5.Alternatives in the creation of art within an academic perspective: smoke as an in-between space

Darío Meléndez  (University of Veracruz, Mexico)

Yosi Anaya  (University of Veracruz, Mexico)

Sergio Domínguez  (University of Veracruz, Mexico)

Xavier Cózar  (University of Veracruz, Mexico)

Our academic working group is comprised of four members in different art disciplines. How to synthesize a project between graphic design, printmaking, drawing and textiles? We have opted for a hybrid territory, which we denominate Alternatives in Art, where each one of us can express his own contribution. While this can be a fertile ground for reinvention, it nonetheless has its limitations as each one is tied to his own discipline and often may not push those boundaries to combine with divergent proposals. This presentation explores the nuances of collective work in order to carry out a collaborative project in which the boundaries of the various disciplines are crossed on the basis of a common axis: the ephemeral materiality of smoke. We will approach individual and collective pieces based on fumage, a procedure little explored in contemporary art due to its ephemeral qualities, but which precisely places tension on the relations between objectuality and its absence, as it fixes an image based on a very subtle material that can hardly be stabilized. It is precisely in this intermediate state, material and symbolic, that we seek to situate in such a fragile matter. With the aim of broadening the original practices and ideas of the authors, this paper presents four collective pieces in which each of the participants takes on the work of another colleague as his own. Through erasures and rewritings, a situated and intersubjective swallowing and absorption is carried out. The concept of ephemeral materiality is thus assumed as an axis based on how it functions in the work of the collaborators.

 

6.A more inclusive art market by mistake, the social relevance of fluid art to global art material market

Pablo Angel Lugo  (Glocal Art markets Consultants Ltd, United Kingdom)
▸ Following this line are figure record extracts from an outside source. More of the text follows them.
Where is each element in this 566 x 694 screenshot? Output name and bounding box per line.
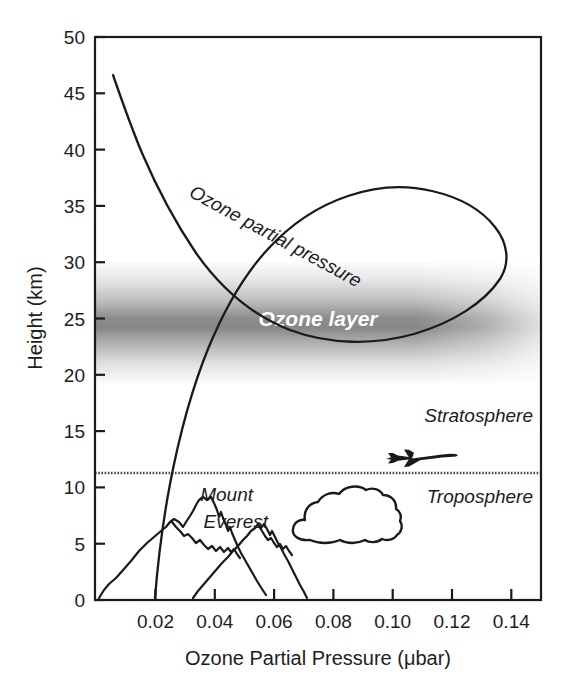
y-tick-label: 0	[74, 590, 85, 611]
x-tick-label: 0.02	[137, 611, 174, 632]
y-tick-label: 25	[64, 309, 85, 330]
y-axis-title: Height (km)	[24, 266, 46, 369]
y-tick-label: 50	[64, 27, 85, 48]
ozone-profile-chart: Ozone layer Mount Everest Stratosphere T…	[0, 0, 566, 694]
y-tick-label: 45	[64, 83, 85, 104]
y-tick-label: 20	[64, 365, 85, 386]
chart-canvas: Ozone layer Mount Everest Stratosphere T…	[0, 0, 566, 694]
stratosphere-label: Stratosphere	[424, 405, 533, 426]
troposphere-label: Troposphere	[427, 486, 533, 507]
everest-label-line2: Everest	[204, 511, 269, 532]
y-tick-label: 35	[64, 196, 85, 217]
y-axis-tick-labels: 0 5 10 15 20 25 30 35 40 45 50	[64, 27, 85, 611]
x-axis-title: Ozone Partial Pressure (μbar)	[185, 647, 451, 669]
y-tick-label: 40	[64, 140, 85, 161]
x-tick-label: 0.14	[493, 611, 530, 632]
y-tick-label: 15	[64, 421, 85, 442]
y-tick-label: 10	[64, 477, 85, 498]
x-tick-label: 0.08	[315, 611, 352, 632]
x-axis-tick-labels: 0.02 0.04 0.06 0.08 0.10 0.12 0.14	[137, 611, 530, 632]
x-axis-ticks	[156, 589, 512, 600]
cloud-icon	[293, 487, 402, 543]
x-tick-label: 0.06	[256, 611, 293, 632]
airplane-icon	[386, 449, 458, 467]
x-tick-label: 0.10	[374, 611, 411, 632]
y-axis-ticks	[95, 37, 105, 600]
y-tick-label: 30	[64, 252, 85, 273]
y-tick-label: 5	[74, 534, 85, 555]
x-tick-label: 0.04	[196, 611, 233, 632]
ozone-layer-label: Ozone layer	[258, 307, 379, 330]
mount-everest-label: Mount Everest	[200, 484, 269, 532]
x-tick-label: 0.12	[434, 611, 471, 632]
everest-label-line1: Mount	[200, 484, 254, 505]
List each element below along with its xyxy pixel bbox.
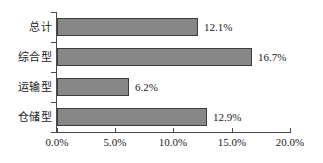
category-label: 运输型 bbox=[0, 81, 52, 93]
category-label: 仓储型 bbox=[0, 111, 52, 123]
bar-value-label: 6.2% bbox=[135, 78, 158, 96]
y-axis-tick bbox=[51, 12, 56, 13]
y-axis-tick bbox=[51, 102, 56, 103]
x-axis-tick-label: 15.0% bbox=[209, 136, 255, 149]
x-axis-tick-label: 20.0% bbox=[267, 136, 313, 149]
x-axis-tick bbox=[173, 128, 174, 133]
x-axis-tick bbox=[115, 128, 116, 133]
x-axis-tick bbox=[290, 128, 291, 133]
bar-series-item bbox=[57, 108, 207, 126]
y-axis-tick bbox=[51, 72, 56, 73]
bar-series-item bbox=[57, 18, 198, 36]
x-axis-tick-label: 10.0% bbox=[150, 136, 196, 149]
bar-series-item bbox=[57, 48, 252, 66]
bar-value-label: 16.7% bbox=[258, 48, 286, 66]
x-axis-tick bbox=[57, 128, 58, 133]
y-axis-tick bbox=[51, 42, 56, 43]
x-axis-tick bbox=[232, 128, 233, 133]
bar-value-label: 12.1% bbox=[204, 18, 232, 36]
x-axis-tick-label: 5.0% bbox=[92, 136, 138, 149]
x-axis-tick-label: 0.0% bbox=[34, 136, 80, 149]
bar-series-item bbox=[57, 78, 129, 96]
category-label: 总计 bbox=[0, 21, 52, 33]
category-label: 综合型 bbox=[0, 51, 52, 63]
y-axis-tick bbox=[51, 132, 56, 133]
bar-value-label: 12.9% bbox=[213, 108, 241, 126]
bar-chart: 总计 综合型 运输型 仓储型 12.1% 16.7% 6.2% 12.9% 0.… bbox=[0, 0, 323, 163]
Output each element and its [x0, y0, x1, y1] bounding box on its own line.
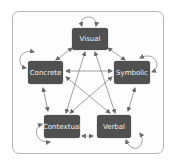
node-visual-label: Visual [80, 35, 101, 43]
node-verbal-label: Verbal [103, 123, 125, 131]
node-concrete: Concrete [28, 61, 63, 84]
node-concrete-label: Concrete [30, 69, 62, 77]
arrow-symbolic-contextual [70, 77, 112, 113]
node-verbal: Verbal [97, 115, 131, 138]
node-contextual-label: Contextual [43, 123, 81, 131]
arrow-visual-concrete [56, 48, 72, 60]
arrow-symbolic-verbal [128, 88, 135, 111]
arrow-concrete-contextual [43, 88, 48, 111]
arrow-visual-symbolic [108, 48, 125, 60]
arrow-visual-verbal [95, 52, 115, 113]
arrow-concrete-verbal [66, 77, 110, 113]
loop-visual [81, 17, 96, 26]
arrow-visual-contextual [66, 52, 85, 113]
node-visual: Visual [72, 28, 108, 50]
node-contextual: Contextual [44, 115, 80, 138]
node-symbolic: Symbolic [114, 61, 150, 84]
node-symbolic-label: Symbolic [116, 69, 148, 77]
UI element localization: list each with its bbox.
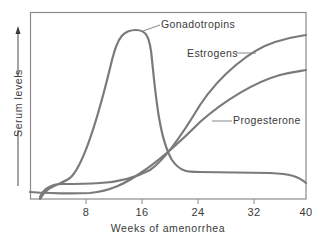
x-tick-label-40: 40	[299, 206, 312, 218]
gonadotropins-leader-line	[143, 25, 160, 31]
gonadotropins-label: Gonadotropins	[161, 18, 235, 30]
estrogens-label: Estrogens	[187, 47, 238, 59]
up-arrow-icon	[16, 26, 21, 34]
x-tick-label-16: 16	[135, 206, 148, 218]
x-axis: 8 16 24 32 40 Weeks of amenorrhea	[83, 199, 313, 234]
x-tick-label-32: 32	[247, 206, 260, 218]
x-tick-label-24: 24	[191, 206, 204, 218]
x-tick-label-8: 8	[83, 206, 90, 218]
y-axis: Serum levels	[12, 26, 24, 186]
line-chart: 8 16 24 32 40 Weeks of amenorrhea Serum …	[0, 0, 323, 242]
progesterone-curve	[30, 70, 306, 193]
x-axis-title: Weeks of amenorrhea	[111, 222, 226, 234]
y-axis-title: Serum levels	[12, 69, 24, 137]
curve-annotations: Gonadotropins Estrogens Progesterone	[143, 18, 301, 126]
progesterone-label: Progesterone	[233, 114, 301, 126]
plot-frame	[31, 13, 307, 200]
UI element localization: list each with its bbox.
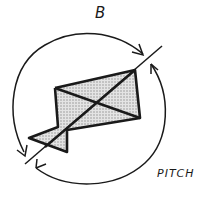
- label-b: B: [95, 4, 106, 22]
- label-pitch: PITCH: [157, 167, 195, 180]
- kite-body: [29, 70, 140, 152]
- pitch-diagram: B PITCH: [0, 0, 209, 201]
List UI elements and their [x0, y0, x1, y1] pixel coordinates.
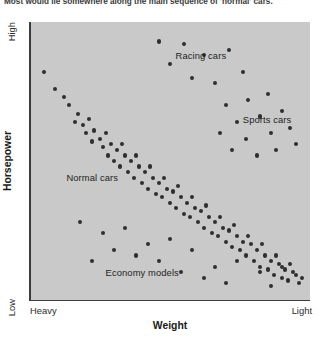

The hashtags #Fluidart, #fluidartwork #fluidartist are together more than 4.6 million posts on Instagram, the top ten videos on YouTube add more than 108.5 million views all those videos were upload in the last year, the oldest video tutorial on YouTube is from 2017. In the past five years we can see a big rise on the social media about the artistic technic known as fluid art. Technically this is a very easy way to paint, the use of colours and densities is the basic thing to understand. Practically this represents a lot of effort, practice and money to get the proper skills to manage and understand the accident that represent this practice. Moreover, the relevance of this practice is that it represents a new way to paint, it is specially practical and it gets a low room for mistakes, that has brought a lot of people to this practice, and you can see the different levels of practice and skills of the artists. This is exactly the reason why is very popular these days. The changes into the markets that this practice has bring is huge, the development of new materials by different art material suppliers, has been taken by the most competitive artistic brands, and the profits are raising every year. That is one reason about how companies are investing in some research and taking information from artists to improve and develop new products. This is quite important because this “amateur” markets looks to be bigger that the fine arts market. We will present some data to support this statement.